5.2 Lasers in life science research

(A) Cell puncture -- a new technique in biological research
A tiny hole ~ micron in diameter can be “drilled’ by a laser pulse in a cell membrane. This technique allows the interior of the cell be studied or chemicals injected directly into the cell. It is an important tool for drug research, and many others. A pulsed Nd:YAG laser is being used for this purpose.

(B) Human DNA sequencing -- project of the Century

Several years ago, it was calculated that sequencing all the human genome would take 1000 years. Almost ten years ago, only 170,000 base pairs were identified.
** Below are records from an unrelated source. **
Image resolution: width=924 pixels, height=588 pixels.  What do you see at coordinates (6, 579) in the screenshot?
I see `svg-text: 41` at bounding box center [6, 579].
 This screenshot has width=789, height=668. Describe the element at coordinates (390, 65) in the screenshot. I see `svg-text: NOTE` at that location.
The total number of base pairs is ~. Based on capillary electrophoresis and laser induced fluorescence, a method has been developed to expedite the job. Speed ~30 bases/min.

Remark: the human genome map is expected to complete in year 2003.

Remark: A hologram can be cut into small pieces and each piece can be used to generate the virtual or real images, but with a degradation of the sharpness of the images (WHY?).

Experimental setup:


( Fig. 9 (a) A laser beam is split into two, one irradiates the object and the other irradiates the photographic plate after reflecting from a mirror. (b) Reconstruction of 3D image. )

A set of corner cubes has to be placed on the surface of the moon and it (a set of 100 pieces) was taken there in July 1969 by the Apollo 11 astronauts. [A set of 100 pieces, and a set of 300 pieces were placed on the moon by the Apollo 14 (Feb 1971) and 15 (July 1971) astronauts, respectively.]

A corner cube is a corner cut from a glass cube along the dashed lines in Fig. 10(a) below. That is why it is called a corner cube.

It has a very interesting characteristic: an incident light ray will be reflected three times by the corner cube and the out coming ray is always parallel to the incident ray, independent of the orientation of the corner cube. Question: can we use a mirror rather than a corner cube? Why?


(Fig 10)

We have mentioned ranging already, here we focus on light detection.

(A) Basic ideas

Send a laser pulse into the sky and monitor the return pulse due to scattering.

(1) If there is a layer of aerosols in the atmosphere, the returning pulse is stronger compared to that from a clean atmosphere. The density of the layer of aerosol as a function of height can be deduced by analyzing the shape of the returning pulse.

(2) If there is a layer of pollutants, e.g. , in the atmosphere and the laser frequency is tuned to one that can be strongly absorbed by a molecule, then the returning pulse will be much weaker compared to that from a clean atmosphere. The amount of as a function of height can also be deduced. Of course, by choosing suitable laser wavelengths, one can remotely detect many types of pollutants.


(Fig 11 Schematic diagram of a LIDAR system.)

9.1 Adaptive optics

Optical system in which controllable elements, such as deformable mirrors, are used to correct for optical wave-front distortions such as those caused by turbulence in the viewing path. The distorted light beam to be corrected is reflected by the deformable mirrors (Fig. 12 shows how a mirror can be deformed slightly) and sampled by a beam splitter. Wave front sensors then look for wave-front distortions and then inform the control unit to deform the mirrors so that wave-front distortions are corrected. Result: a blurred image of a star, due to turbulence in the atmosphere, becomes sharp!


(Fig 12 A deformable mirror.)

9.2 Guide Star (Source: Physics Today, February 1992)

Fig. 13 shows a scheme exploiting an artificial guide star. The laser beam is tuned to the 589-nm sodium line to the mesospheric atomic sodium layer. Due to resonant scattering(When the incident light frequency is equal to the energy difference between two energy levels of an atom, scattering of light turns out to be particularly strong, which is called resonant scattering.), the scattered light is quite intense and hence appears as a star and therefore called a guide star. This “star” passes through the atmosphere and surely distorted by the turbulence. But we know the original shape of the laser spot and therefore can correct for the distortion and hence the distortions of the real stars whose light rays come to the telescope through the same path of the guide star.


Remark: One can also exploit Rayleigh scattering as an artificial beacon. But its performance is much inferior to that of a sodium guide star.